Don't Single Out For-Profit Colleges for Policing
The Obama administration’s proposed “defense to repayment” regulations, released last month, make no secret of targeting the for-profit college sector. The collapse of Corinthian Colleges, which has cost the government $170 million and counting in loan forgiveness, has inspired the administration to identify the for-profit college sector as the root of higher education’s problems and regulate it accordingly. Yet focusing exclusively on for-profit colleges is misguided: the problems are in the whole system, not one particular sector.
The proposed regulation makes it easier for former students to request federal loan forgiveness when they are victims of fraud or misrepresentation by colleges. The rule also creates a number of new conditions that institutions must satisfy or risk losing access to federal financial aid. (I discussed these in more detail in two previous columns.) The ostensible purpose of these provisions is to identify bad apples before they rot, potentially reducing the number of future loan forgiveness requests and thus saving taxpayers money—not to mention protecting students from poor-quality schools.
The catch is that these conditions only apply to for-profit and private nonprofit colleges. Public institutions are exempt. If the administration truly wanted to protect students and taxpayers, it would not create different rules for different schools.
The administration justifies its uneven regulation with the claim that for-profit schools are much more likely to experience problems, such as high student loan default rates, that put taxpayer money at risk. This is true: 4.5 percent of for-profit colleges have default rates of 30 percent or higher (the regulations’ threshold for losing aid access), compared to just 2.8 percent of public colleges, according to Department of Education data.
However, the administration should keep in mind the distinction between the share of schools and the share of students attending those schools. The latter is more important—a single poor-quality public school with 10,000 students is a much greater risk than ten mediocre for-profit schools with just 100 students each. To paint a complete picture of which higher education sectors present the most problems, regulators should look at where the students actually are.

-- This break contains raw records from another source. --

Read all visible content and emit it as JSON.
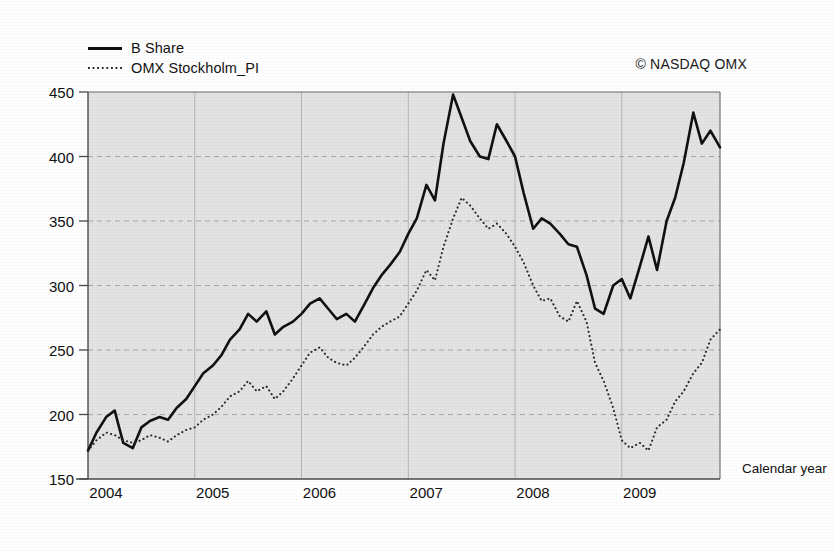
{
  "chart_data": {
    "type": "line",
    "title": "",
    "xlabel": "Calendar year",
    "ylabel": "",
    "attribution": "© NASDAQ OMX",
    "grid": true,
    "legend_position": "top-left",
    "ylim": [
      150,
      450
    ],
    "yticks": [
      150,
      200,
      250,
      300,
      350,
      400,
      450
    ],
    "xlim": [
      2004.0,
      2009.92
    ],
    "xticks": [
      2004,
      2005,
      2006,
      2007,
      2008,
      2009
    ],
    "xtick_labels": [
      "2004",
      "2005",
      "2006",
      "2007",
      "2008",
      "2009"
    ],
    "series": [
      {
        "name": "B Share",
        "style": "solid",
        "color": "#111111",
        "x": [
          2004.0,
          2004.08,
          2004.17,
          2004.25,
          2004.33,
          2004.42,
          2004.5,
          2004.58,
          2004.67,
          2004.75,
          2004.83,
          2004.92,
          2005.0,
          2005.08,
          2005.17,
          2005.25,
          2005.33,
          2005.42,
          2005.5,
          2005.58,
          2005.67,
          2005.75,
          2005.83,
          2005.92,
          2006.0,
          2006.08,
          2006.17,
          2006.25,
          2006.33,
          2006.42,
          2006.5,
          2006.58,
          2006.67,
          2006.75,
          2006.83,
          2006.92,
          2007.0,
          2007.08,
          2007.17,
          2007.25,
          2007.33,
          2007.42,
          2007.5,
          2007.58,
          2007.67,
          2007.75,
          2007.83,
          2007.92,
          2008.0,
          2008.08,
          2008.17,
          2008.25,
          2008.33,
          2008.42,
          2008.5,
          2008.58,
          2008.67,
          2008.75,
          2008.83,
          2008.92,
          2009.0,
          2009.08,
          2009.17,
          2009.25,
          2009.33,
          2009.42,
          2009.5,
          2009.58,
          2009.67,
          2009.75,
          2009.83,
          2009.92
        ],
        "values": [
          172,
          186,
          198,
          203,
          178,
          174,
          190,
          195,
          198,
          196,
          205,
          212,
          222,
          232,
          238,
          246,
          258,
          266,
          278,
          272,
          280,
          262,
          268,
          272,
          278,
          286,
          290,
          282,
          274,
          278,
          272,
          284,
          298,
          308,
          316,
          326,
          340,
          352,
          378,
          366,
          410,
          448,
          430,
          412,
          400,
          398,
          425,
          412,
          400,
          372,
          344,
          352,
          348,
          340,
          332,
          330,
          308,
          282,
          278,
          300,
          305,
          290,
          315,
          338,
          312,
          350,
          368,
          395,
          434,
          410,
          420,
          407
        ]
      },
      {
        "name": "OMX Stockholm_PI",
        "style": "dotted",
        "color": "#2b2b2b",
        "x": [
          2004.0,
          2004.08,
          2004.17,
          2004.25,
          2004.33,
          2004.42,
          2004.5,
          2004.58,
          2004.67,
          2004.75,
          2004.83,
          2004.92,
          2005.0,
          2005.08,
          2005.17,
          2005.25,
          2005.33,
          2005.42,
          2005.5,
          2005.58,
          2005.67,
          2005.75,
          2005.83,
          2005.92,
          2006.0,
          2006.08,
          2006.17,
          2006.25,
          2006.33,
          2006.42,
          2006.5,
          2006.58,
          2006.67,
          2006.75,
          2006.83,
          2006.92,
          2007.0,
          2007.08,
          2007.17,
          2007.25,
          2007.33,
          2007.42,
          2007.5,
          2007.58,
          2007.67,
          2007.75,
          2007.83,
          2007.92,
          2008.0,
          2008.08,
          2008.17,
          2008.25,
          2008.33,
          2008.42,
          2008.5,
          2008.58,
          2008.67,
          2008.75,
          2008.83,
          2008.92,
          2009.0,
          2009.08,
          2009.17,
          2009.25,
          2009.33,
          2009.42,
          2009.5,
          2009.58,
          2009.67,
          2009.75,
          2009.83,
          2009.92
        ],
        "values": [
          172,
          180,
          186,
          184,
          180,
          178,
          180,
          184,
          182,
          179,
          184,
          188,
          190,
          196,
          200,
          206,
          214,
          218,
          226,
          218,
          222,
          212,
          218,
          228,
          238,
          248,
          252,
          244,
          240,
          238,
          244,
          252,
          262,
          268,
          272,
          276,
          286,
          296,
          312,
          304,
          330,
          352,
          368,
          362,
          352,
          344,
          348,
          340,
          330,
          318,
          300,
          288,
          290,
          276,
          272,
          288,
          272,
          240,
          226,
          205,
          180,
          174,
          178,
          172,
          190,
          196,
          210,
          218,
          232,
          240,
          258,
          266
        ]
      }
    ]
  },
  "legend": {
    "items": [
      {
        "label": "B Share",
        "style": "solid"
      },
      {
        "label": "OMX Stockholm_PI",
        "style": "dotted"
      }
    ]
  },
  "axes": {
    "x_title": "Calendar year"
  },
  "colors": {
    "plot_background": "#e3e3e3",
    "grid": "#9a9a9a",
    "axis": "#4a4a4a",
    "series_primary": "#111111",
    "series_secondary": "#2b2b2b"
  }
}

Among institutions with a default rate of 30 percent or higher, 69 percent are for-profits. But among students attending institutions with a default rate of 30 percent or higher, just 11 percent go to for-profits—and 85 percent attend public schools. These 85 percent represent nearly 200,000 full-time equivalent students.
The administration argues, rightly, that schools with excessively high default rates should not have access to federal aid money, or else should be required to put up significant resources to insure taxpayers against losses. How can the administration claim to be defending taxpayers from losses, and protecting students from bad colleges, when it exempts 85 percent of the problem?

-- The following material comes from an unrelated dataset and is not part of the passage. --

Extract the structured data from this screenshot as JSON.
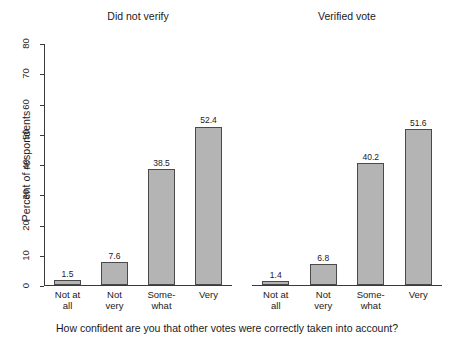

The cynical answer is that the new rule is more about targeting for-profit colleges than protecting students and taxpayers. (Former Obama administration officials have cashed in on floundering for-profit schools before, and the new regulations will likely present more such opportunities.) Certainly, the for-profit college sector is ridden with problems and merits more scrutiny. But the idea that those problems are rarer in the public sector—as is the basis for the asymmetrical rules the administration has promulgated—is preposterous.